OK, Lehman Bros went belly up. Far as I am from wealth, I still find this upsetting. I find it even more upsetting that the Israeli political system currently has about as much credibility with the public as Lehman’s assets had with its creditors. The ruling party’s vote tomorrow for a new leader comes down to a choice for a receiver, which may be why the public is unenthusiastic but prefers corporate lawyer Tzipi Livni – if you can believe polls, which you can’t. My article on the reasons for the bankruptcy is now up at the American Prospect:
Yossi Sarid entered Israel’s parliament 34 years ago as one of two young, rising stars. The other was Ehud Olmert. Today, Olmert is prime minister, but the operative word here is “today.” Last week, the police recommended to prosecutors that Olmert be indicted for bribery, money laundering, and other forms of corruption too numerous for anyone outside the fraud squad to keep track of…
Sarid, on the other hand, resigned from the Knesset two years ago after a long, principled, and impassioned career… “I felt more than a small measure of apathy, if not to say despair, with the political system,” he told me last week, in the deep melodious voice that can still make a phone conversation hint at a stump speech. “I felt … that the system no longer mobilized the resources of my soul.”
The melancholy last acts of the two careers point to the malaise of Israeli politics. The system itself appears virtually bankrupt, lacking the basic asset of public trust and no longer offering a clear choice between competing ideas.
Read the whole article here, and return to South Jerusalem to comment.
While you attribute at least part of the current stalemate to Bush supposedly being “an idiot”, we also had the super-involved Bill Clinton directly pushing the “strong, able to make an agreement” Arafat and the flexible Barak failing to come up with an agreement. You are quite right that the current lull may only be temporary (G-d forbid!). Going back to the 1920’s the country saw periods of Arab violence which ended up sputtering out partly because of force being used against it (by the British and later by the Israelis) and by exhaustion by the young fighters who carried out most of the violence. Some years later, a new generation of young radicals arises and says “we see why the previous generation failed to drive out the Jews, this time we will get it right!” and they would start a new round of violence, which also would end up sputtering out. There have been numerous cycles of this pattern. Meanwhile, the Arab side hasn’t yet learned that this behavior doesn’t pay, each new cycle thinks it has discovered the magic solution (guerrilla fighters in the 1920’s-30’s), full-scale armed force (1948, 56, 67, 73), the failure of that, return to civil uprising (Intifada 1, late 1980’s), suicide bombings (Intifada 2, 2000-2003), rockets and missiles (2006-today). Meanwhile Israel has only grown and gotten stronger throughout each of these cycles of Arab violence. Maybe some day they will catch on and see that it isn’t working and a more moderate approach will come from the Arab public.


__ABOUT THIS TASK__: The word "robust" marks the lines to report; pull each of them from the listing.

+++ DATA FOR THE TASK +++

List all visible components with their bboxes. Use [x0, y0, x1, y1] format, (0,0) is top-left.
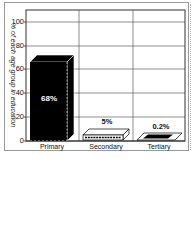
bar-secondary [83, 129, 129, 140]
x-tick-primary: Primary [27, 143, 77, 150]
bar-tertiary [137, 133, 182, 140]
value-label-secondary: 5% [92, 117, 122, 126]
x-tick-tertiary: Tertiary [134, 143, 184, 150]
value-label-primary: 68% [34, 94, 64, 103]
value-label-tertiary: 0.2% [146, 122, 176, 131]
x-tick-secondary: Secondary [81, 143, 131, 150]
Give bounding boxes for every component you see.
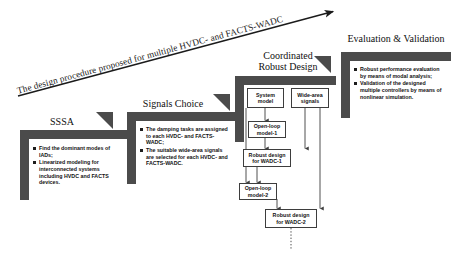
flow-box-robust-design-wadc-2[interactable]: Robust design for WADC-2 xyxy=(265,209,317,228)
flow-box-open-loop-model-1[interactable]: Open-loop model-1 xyxy=(248,121,286,138)
flow-box-open-loop-model-2-line2: model-2 xyxy=(244,192,272,198)
flow-box-open-loop-model-1-line2: model-1 xyxy=(253,130,281,136)
flow-box-robust-design-wadc-2-line1: Robust design xyxy=(272,212,311,218)
flowchart-connectors xyxy=(0,0,458,257)
flow-box-robust-design-wadc-1[interactable]: Robust design for WADC-1 xyxy=(243,149,291,167)
flow-box-open-loop-model-2-line1: Open-loop xyxy=(244,185,272,191)
flow-box-robust-design-wadc-2-line2: for WADC-2 xyxy=(272,219,311,225)
flow-box-open-loop-model-1-line1: Open-loop xyxy=(253,123,281,129)
figure-canvas: The design procedure proposed for multip… xyxy=(0,0,458,257)
flow-box-system-model[interactable]: System model xyxy=(247,88,284,108)
flow-box-system-model-line2: model xyxy=(255,98,276,104)
flow-box-robust-design-wadc-1-line2: for WADC-1 xyxy=(248,158,287,164)
flow-box-wide-area-signals-line2: signals xyxy=(296,98,323,104)
flow-box-open-loop-model-2[interactable]: Open-loop model-2 xyxy=(239,183,277,200)
flow-box-wide-area-signals[interactable]: Wide-area signals xyxy=(291,88,329,108)
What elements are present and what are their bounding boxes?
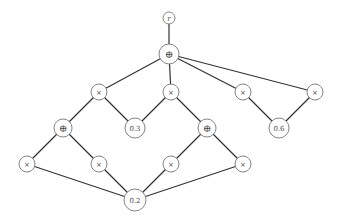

+++

__OUTPUT BELOW__:
flow-box-robust-design-wadc-2[interactable]: Robust design for WADC-2 xyxy=(265,209,317,228)
flow-box-robust-design-wadc-2-line1: Robust design xyxy=(272,212,311,218)
flow-box-robust-design-wadc-1[interactable]: Robust design for WADC-1 xyxy=(243,149,291,167)
flow-box-robust-design-wadc-2-line2: for WADC-2 xyxy=(272,219,311,225)
flow-box-robust-design-wadc-1-line2: for WADC-1 xyxy=(248,158,287,164)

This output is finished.